House debates

Monday, 2 June 2008

Appropriation Bill (No. 1) 2008-2009; Appropriation Bill (No. 2) 2008-2009; Appropriation (Parliamentary Departments) Bill (No. 1) 2008-2009; Appropriation Bill (No. 5) 2007-2008; Appropriation Bill (No. 6) 2007-2008

Second Reading

5:43 pm

Photo of Sussan LeySussan Ley (Farrer, Liberal Party, Shadow Minister for Housing) Share this | Hansard source

It was most interesting to hear the concluding remarks of the member for Banks. He did not mention the budget, but I fear and feel that what he talked about was possibly even more important and I would also at some stage appreciate the opportunity to talk about such matters.

I appear here today on behalf of my constituents. In opposition it is very easy to point the finger of blame, to complain and whinge, after a budget. I have sat on the government side of the Main Committee and listened to opposition members talk about budgets that we brought down, and a certain level of tedium entered the room very early on in the piece. I really do not want to do that, but I do want to point out what I feel the effect of the budget will be on the constituents I represent.

There are 94,157 voters in the electorate of Farrer, and 47 per cent of them have private health insurance. To me, the fact that so many in an area that is not wealthy have decided to take out private health insurance and do whatever they can to protect themselves and their families from the touch-and-go nature of some of our public hospital systems is a credit to them. The one thing that I am most concerned about with this budget is the effect that the changes to the Medicare levy surcharge threshold will have on those people, because out of the total number of voters who have private health insurance there are almost as many singles as families. I know that not all those singles will be young and healthy—some of them will be older and less healthy—but a fair proportion of them will be young and healthy, and I was quite surprised when I saw the statistics showing that so many were singles.

What we are predicting, and what the modelling is predicting, is that when this measure comes into play a lot of young people—and often, of course, healthy people—will decide to chuck in their private health insurance because they are going to go on the public system. That means automatically that those who are left in the private system have to meet the costs for everyone. They are to some extent, of course, socialised across the system. The reason that the previous government made such an effort to bring people in early by effectively giving them benefits and encouragement to do that was in order that everyone could realise, if they could, a lifetime in private health insurance: you do not need it as much when you are younger and your contributions are relatively modest but, of course, as you get older, you do need it and you are more of a drain—and I do not like to use that word, because older people have a right to use our health systems, but you use up more of the resources that are available—so those two times of your life balance out. What we are going to see is that older people are going to struggle to meet increasing premiums at a time when they will not be able to afford them and that younger people are going to say, ‘Here I am in the casualty system of my local hospital, and I demand to be treated because I have a right to public health just the same as everybody else.’

I do not know whether state health ministers are happy with this decision by the federal government. All of the intelligence tells us that they are not—that they are most unhappy—and I am not surprised, because the thing that state governments come under fire for the most is health, and anything that goes wrong with the public health system is automatically a serious problem, as it should be, for state health ministers. We only have to look at the high jinks in New South Wales going from bad to worse to realise what, if we dumped what may be another 200,000 people into the public hospital system, that would do to its efficiency and effectiveness. I am sorry for those who will have to bear the brunt of such a failed policy.

I will move from health insurance to talk about the nature of funding in the electorate generally. As members would know, I have a very rural electorate, as does my colleague the member for Mallee, who neighbours me on the Victorian side of the river.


Before returning the data, strip out the pictures and keep everything else exactly the same.

[Material for this exercise — start]

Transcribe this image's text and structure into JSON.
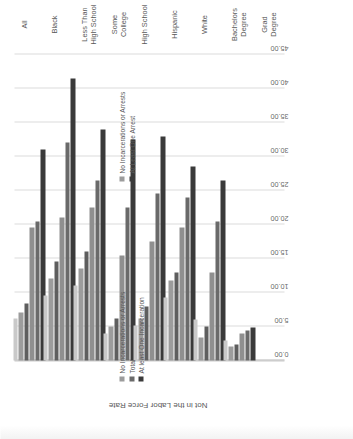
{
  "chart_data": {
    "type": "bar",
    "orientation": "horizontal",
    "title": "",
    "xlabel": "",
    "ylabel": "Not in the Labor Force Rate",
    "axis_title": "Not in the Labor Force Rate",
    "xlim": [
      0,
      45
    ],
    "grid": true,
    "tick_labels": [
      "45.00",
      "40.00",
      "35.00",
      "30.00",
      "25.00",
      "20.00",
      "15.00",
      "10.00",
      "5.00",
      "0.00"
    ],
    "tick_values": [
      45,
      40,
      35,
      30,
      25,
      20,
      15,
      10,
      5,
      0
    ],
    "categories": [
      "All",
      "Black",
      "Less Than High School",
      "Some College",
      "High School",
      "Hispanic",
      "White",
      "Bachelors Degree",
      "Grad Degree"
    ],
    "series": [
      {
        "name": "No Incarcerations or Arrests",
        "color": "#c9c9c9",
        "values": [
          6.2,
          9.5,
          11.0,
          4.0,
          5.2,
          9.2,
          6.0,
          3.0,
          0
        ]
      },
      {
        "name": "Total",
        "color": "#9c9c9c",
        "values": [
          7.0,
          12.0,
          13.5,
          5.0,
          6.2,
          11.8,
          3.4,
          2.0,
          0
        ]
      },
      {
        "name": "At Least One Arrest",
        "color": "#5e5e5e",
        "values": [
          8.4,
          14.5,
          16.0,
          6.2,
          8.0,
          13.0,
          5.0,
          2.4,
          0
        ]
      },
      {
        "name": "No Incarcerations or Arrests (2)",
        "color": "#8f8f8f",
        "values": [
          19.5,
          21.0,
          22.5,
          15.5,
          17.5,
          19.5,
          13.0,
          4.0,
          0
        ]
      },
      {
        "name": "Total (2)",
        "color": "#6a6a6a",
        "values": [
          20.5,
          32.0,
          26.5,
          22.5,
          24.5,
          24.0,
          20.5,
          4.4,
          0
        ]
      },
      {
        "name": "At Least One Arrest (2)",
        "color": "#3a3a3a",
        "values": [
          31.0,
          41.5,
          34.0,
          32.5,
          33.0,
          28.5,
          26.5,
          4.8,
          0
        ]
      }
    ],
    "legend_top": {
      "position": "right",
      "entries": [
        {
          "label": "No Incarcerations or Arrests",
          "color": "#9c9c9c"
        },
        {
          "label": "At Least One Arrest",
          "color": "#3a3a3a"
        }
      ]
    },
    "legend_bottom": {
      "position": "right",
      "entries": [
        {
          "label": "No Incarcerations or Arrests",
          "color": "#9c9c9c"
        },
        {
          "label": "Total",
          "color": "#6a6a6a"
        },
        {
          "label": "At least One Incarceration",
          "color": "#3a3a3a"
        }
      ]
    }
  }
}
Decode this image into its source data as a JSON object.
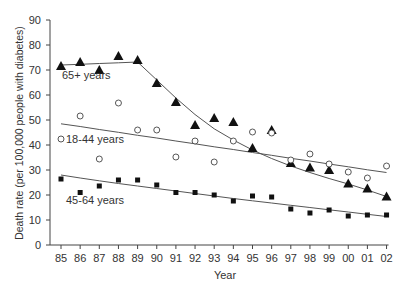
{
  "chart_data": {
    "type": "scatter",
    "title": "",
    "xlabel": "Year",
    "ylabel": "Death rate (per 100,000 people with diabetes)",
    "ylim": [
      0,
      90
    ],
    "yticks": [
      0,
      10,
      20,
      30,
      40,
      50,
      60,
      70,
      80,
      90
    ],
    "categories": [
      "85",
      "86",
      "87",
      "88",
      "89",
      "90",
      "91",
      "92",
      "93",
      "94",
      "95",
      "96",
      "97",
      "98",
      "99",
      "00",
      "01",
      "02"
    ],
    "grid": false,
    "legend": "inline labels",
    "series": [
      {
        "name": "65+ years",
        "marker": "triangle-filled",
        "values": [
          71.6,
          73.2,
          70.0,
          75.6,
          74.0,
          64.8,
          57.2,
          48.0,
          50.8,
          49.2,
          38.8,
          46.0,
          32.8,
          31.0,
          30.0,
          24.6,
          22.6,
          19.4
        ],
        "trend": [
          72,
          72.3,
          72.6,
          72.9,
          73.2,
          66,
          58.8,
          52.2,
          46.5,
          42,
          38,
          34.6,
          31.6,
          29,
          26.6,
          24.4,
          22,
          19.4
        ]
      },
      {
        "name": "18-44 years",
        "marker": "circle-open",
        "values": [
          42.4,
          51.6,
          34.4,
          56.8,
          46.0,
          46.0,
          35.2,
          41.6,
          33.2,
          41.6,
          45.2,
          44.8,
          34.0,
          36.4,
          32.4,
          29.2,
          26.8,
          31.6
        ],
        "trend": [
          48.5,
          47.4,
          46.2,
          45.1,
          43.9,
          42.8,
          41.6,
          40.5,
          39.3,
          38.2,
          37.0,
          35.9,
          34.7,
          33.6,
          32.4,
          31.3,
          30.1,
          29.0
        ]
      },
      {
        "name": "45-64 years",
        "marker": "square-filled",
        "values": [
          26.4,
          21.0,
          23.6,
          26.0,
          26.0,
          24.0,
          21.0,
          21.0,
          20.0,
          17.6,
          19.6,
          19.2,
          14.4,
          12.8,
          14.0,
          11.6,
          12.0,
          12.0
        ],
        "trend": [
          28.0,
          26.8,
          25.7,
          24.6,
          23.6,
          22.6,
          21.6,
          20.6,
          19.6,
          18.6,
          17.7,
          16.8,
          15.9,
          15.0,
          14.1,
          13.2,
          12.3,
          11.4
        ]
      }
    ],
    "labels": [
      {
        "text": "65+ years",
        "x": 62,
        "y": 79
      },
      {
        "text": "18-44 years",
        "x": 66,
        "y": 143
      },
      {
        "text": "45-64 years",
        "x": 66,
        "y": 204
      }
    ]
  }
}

[Material for this exercise — finish]

■ **Solved problem**
Transcribe this image's text and structure into JSON.
{
  "chart_data": {
    "type": "bar",
    "orientation": "horizontal",
    "title": "",
    "xlabel": "",
    "ylabel": "Not in the Labor Force Rate",
    "axis_title": "Not in the Labor Force Rate",
    "xlim": [
      0,
      45
    ],
    "grid": true,
    "tick_labels": [
      "45.00",
      "40.00",
      "35.00",
      "30.00",
      "25.00",
      "20.00",
      "15.00",
      "10.00",
      "5.00",
      "0.00"
    ],
    "tick_values": [
      45,
      40,
      35,
      30,
      25,
      20,
      15,
      10,
      5,
      0
    ],
    "categories": [
      "All",
      "Black",
      "Less Than High School",
      "Some College",
      "High School",
      "Hispanic",
      "White",
      "Bachelors Degree",
      "Grad Degree"
    ],
    "series": [
      {
        "name": "No Incarcerations or Arrests",
        "color": "#c9c9c9",
        "values": [
          6.2,
          9.5,
          11.0,
          4.0,
          5.2,
          9.2,
          6.0,
          3.0,
          0
        ]
      },
      {
        "name": "Total",
        "color": "#9c9c9c",
        "values": [
          7.0,
          12.0,
          13.5,
          5.0,
          6.2,
          11.8,
          3.4,
          2.0,
          0
        ]
      },
      {
        "name": "At Least One Arrest",
        "color": "#5e5e5e",
        "values": [
          8.4,
          14.5,
          16.0,
          6.2,
          8.0,
          13.0,
          5.0,
          2.4,
          0
        ]
      },
      {
        "name": "No Incarcerations or Arrests (2)",
        "color": "#8f8f8f",
        "values": [
          19.5,
          21.0,
          22.5,
          15.5,
          17.5,
          19.5,
          13.0,
          4.0,
          0
        ]
      },
      {
        "name": "Total (2)",
        "color": "#6a6a6a",
        "values": [
          20.5,
          32.0,
          26.5,
          22.5,
          24.5,
          24.0,
          20.5,
          4.4,
          0
        ]
      },
      {
        "name": "At Least One Arrest (2)",
        "color": "#3a3a3a",
        "values": [
          31.0,
          41.5,
          34.0,
          32.5,
          33.0,
          28.5,
          26.5,
          4.8,
          0
        ]
      }
    ],
    "legend_top": {
      "position": "right",
      "entries": [
        {
          "label": "No Incarcerations or Arrests",
          "color": "#9c9c9c"
        },
        {
          "label": "At Least One Arrest",
          "color": "#3a3a3a"
        }
      ]
    },
    "legend_bottom": {
      "position": "right",
      "entries": [
        {
          "label": "No Incarcerations or Arrests",
          "color": "#9c9c9c"
        },
        {
          "label": "Total",
          "color": "#6a6a6a"
        },
        {
          "label": "At least One Incarceration",
          "color": "#3a3a3a"
        }
      ]
    }
  }
}
Decode this image into its source data as a JSON object.
{
  "chart_data": {
    "type": "scatter",
    "title": "",
    "xlabel": "Year",
    "ylabel": "Death rate (per 100,000 people with diabetes)",
    "ylim": [
      0,
      90
    ],
    "yticks": [
      0,
      10,
      20,
      30,
      40,
      50,
      60,
      70,
      80,
      90
    ],
    "categories": [
      "85",
      "86",
      "87",
      "88",
      "89",
      "90",
      "91",
      "92",
      "93",
      "94",
      "95",
      "96",
      "97",
      "98",
      "99",
      "00",
      "01",
      "02"
    ],
    "grid": false,
    "legend": "inline labels",
    "series": [
      {
        "name": "65+ years",
        "marker": "triangle-filled",
        "values": [
          71.6,
          73.2,
          70.0,
          75.6,
          74.0,
          64.8,
          57.2,
          48.0,
          50.8,
          49.2,
          38.8,
          46.0,
          32.8,
          31.0,
          30.0,
          24.6,
          22.6,
          19.4
        ],
        "trend": [
          72,
          72.3,
          72.6,
          72.9,
          73.2,
          66,
          58.8,
          52.2,
          46.5,
          42,
          38,
          34.6,
          31.6,
          29,
          26.6,
          24.4,
          22,
          19.4
        ]
      },
      {
        "name": "18-44 years",
        "marker": "circle-open",
        "values": [
          42.4,
          51.6,
          34.4,
          56.8,
          46.0,
          46.0,
          35.2,
          41.6,
          33.2,
          41.6,
          45.2,
          44.8,
          34.0,
          36.4,
          32.4,
          29.2,
          26.8,
          31.6
        ],
        "trend": [
          48.5,
          47.4,
          46.2,
          45.1,
          43.9,
          42.8,
          41.6,
          40.5,
          39.3,
          38.2,
          37.0,
          35.9,
          34.7,
          33.6,
          32.4,
          31.3,
          30.1,
          29.0
        ]
      },
      {
        "name": "45-64 years",
        "marker": "square-filled",
        "values": [
          26.4,
          21.0,
          23.6,
          26.0,
          26.0,
          24.0,
          21.0,
          21.0,
          20.0,
          17.6,
          19.6,
          19.2,
          14.4,
          12.8,
          14.0,
          11.6,
          12.0,
          12.0
        ],
        "trend": [
          28.0,
          26.8,
          25.7,
          24.6,
          23.6,
          22.6,
          21.6,
          20.6,
          19.6,
          18.6,
          17.7,
          16.8,
          15.9,
          15.0,
          14.1,
          13.2,
          12.3,
          11.4
        ]
      }
    ],
    "labels": [
      {
        "text": "65+ years",
        "x": 62,
        "y": 79
      },
      {
        "text": "18-44 years",
        "x": 66,
        "y": 143
      },
      {
        "text": "45-64 years",
        "x": 66,
        "y": 204
      }
    ]
  }
}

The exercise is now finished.